Content Is Useless: It Needs Context

My friend Paul Dunay had a great post the other day on the importance of content in today’s marketing world. He says B2B companies need to create a content creation engine.

“Building a solid content creation engine is critical to B2B marketers today. Why?

Its the content that gives you the opportunity to have a discussion with the Media, its the content that gives you the opportunity to create conversations socially, its the content that gives you the opportunity to re-engage with leads in your system that you may be nurturing on that sames topic, and its the content that allows your sales team to start a conversation with their accounts about that topic.”

Paul is right with this. Content creates the engagement. It’s what connects us to our customers and prospects. Content creates the conversations.

To do this I think B2B marketers and companies need to go a step further. Context needs to be provided.

Content has never been a problem for B2B marketers. Chucking case studies, creating collateral, static websites, etc. have all been part of B2B marketing’s bag of tricks. What they haven’t done well is create context for the content.

Creating context is about providing information in a manner that people can use it. Providing information in a way that creates value. Call it “free” information.

A while back I posted how my favorite ski resort, Vail was missing a huge opportunity with it’s ski school. They provide information, but it has little context for visitors.

Some context to think about:

Teach
Educate
Inform
Contradict
Challenge
Inquire
Expand
Incorporate

Dunay is right. Create a content creation engine. But, don’t stop there. Make it valuable. Give it utility. Create content people and companies can actually use and benefit from. That’s creating a content engine with context.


Locate the string "Image" in the records below. Copy every line where it occurs.

*** Opening Records supplied ***

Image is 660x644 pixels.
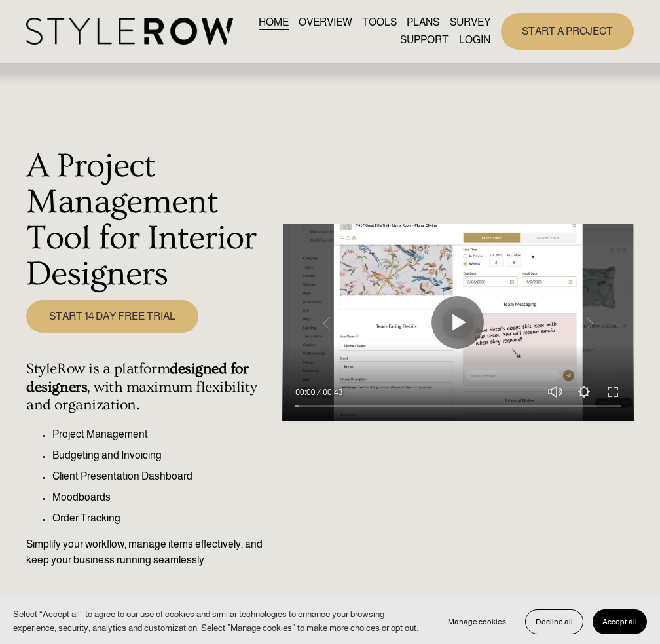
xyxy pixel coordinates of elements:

*** Closing Records supplied ***
*** Opening Records supplied ***

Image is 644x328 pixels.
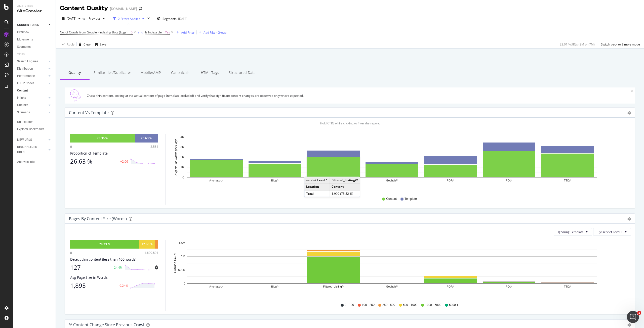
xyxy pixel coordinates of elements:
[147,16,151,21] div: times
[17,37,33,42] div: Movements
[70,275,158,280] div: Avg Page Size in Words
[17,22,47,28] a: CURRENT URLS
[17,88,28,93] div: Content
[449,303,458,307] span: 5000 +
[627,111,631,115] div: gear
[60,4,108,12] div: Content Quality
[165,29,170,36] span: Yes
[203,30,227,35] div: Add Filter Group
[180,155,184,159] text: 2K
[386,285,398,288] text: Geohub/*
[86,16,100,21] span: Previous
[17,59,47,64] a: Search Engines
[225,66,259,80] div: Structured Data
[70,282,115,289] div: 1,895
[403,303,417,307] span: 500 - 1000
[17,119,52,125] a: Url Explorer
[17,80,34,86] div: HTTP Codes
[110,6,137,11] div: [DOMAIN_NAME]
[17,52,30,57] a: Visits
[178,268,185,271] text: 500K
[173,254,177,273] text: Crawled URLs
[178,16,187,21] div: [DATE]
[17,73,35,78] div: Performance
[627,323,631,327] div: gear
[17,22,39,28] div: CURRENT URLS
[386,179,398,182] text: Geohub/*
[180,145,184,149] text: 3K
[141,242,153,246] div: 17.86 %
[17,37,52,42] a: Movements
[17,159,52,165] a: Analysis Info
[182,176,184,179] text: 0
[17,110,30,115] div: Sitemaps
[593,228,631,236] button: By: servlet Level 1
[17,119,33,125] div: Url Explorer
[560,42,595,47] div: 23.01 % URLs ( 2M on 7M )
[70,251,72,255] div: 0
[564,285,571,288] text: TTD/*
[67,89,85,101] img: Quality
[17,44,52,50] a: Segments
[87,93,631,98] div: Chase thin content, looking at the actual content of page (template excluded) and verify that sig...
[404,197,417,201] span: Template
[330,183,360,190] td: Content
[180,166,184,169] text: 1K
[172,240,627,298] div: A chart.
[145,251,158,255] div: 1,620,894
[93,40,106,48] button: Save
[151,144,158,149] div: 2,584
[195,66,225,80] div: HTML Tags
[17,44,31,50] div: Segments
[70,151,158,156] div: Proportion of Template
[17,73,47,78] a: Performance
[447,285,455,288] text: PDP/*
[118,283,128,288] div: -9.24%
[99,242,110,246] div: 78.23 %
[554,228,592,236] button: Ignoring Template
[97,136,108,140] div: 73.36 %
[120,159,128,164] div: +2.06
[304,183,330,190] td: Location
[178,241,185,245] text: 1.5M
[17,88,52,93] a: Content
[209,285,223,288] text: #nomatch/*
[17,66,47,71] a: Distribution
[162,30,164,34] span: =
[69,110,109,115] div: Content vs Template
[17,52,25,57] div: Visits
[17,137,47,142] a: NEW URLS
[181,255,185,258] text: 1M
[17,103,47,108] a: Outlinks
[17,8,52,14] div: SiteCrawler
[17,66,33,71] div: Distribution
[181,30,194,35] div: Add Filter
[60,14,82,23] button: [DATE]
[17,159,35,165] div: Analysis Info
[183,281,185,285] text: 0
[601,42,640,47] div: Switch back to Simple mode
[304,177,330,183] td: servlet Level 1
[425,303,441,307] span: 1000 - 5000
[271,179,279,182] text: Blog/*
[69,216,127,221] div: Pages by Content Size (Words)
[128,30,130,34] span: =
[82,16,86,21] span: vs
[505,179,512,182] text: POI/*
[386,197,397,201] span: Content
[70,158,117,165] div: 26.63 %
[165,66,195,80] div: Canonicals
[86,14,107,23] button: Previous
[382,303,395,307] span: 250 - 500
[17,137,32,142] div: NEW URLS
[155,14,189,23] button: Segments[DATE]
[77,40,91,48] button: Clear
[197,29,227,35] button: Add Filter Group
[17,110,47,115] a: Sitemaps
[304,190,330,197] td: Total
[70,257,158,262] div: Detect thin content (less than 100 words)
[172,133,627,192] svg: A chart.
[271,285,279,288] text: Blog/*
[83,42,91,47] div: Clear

*** Closing Records supplied ***

[Reply]:
Image is 660x644 pixels.
Image is 644x328 pixels.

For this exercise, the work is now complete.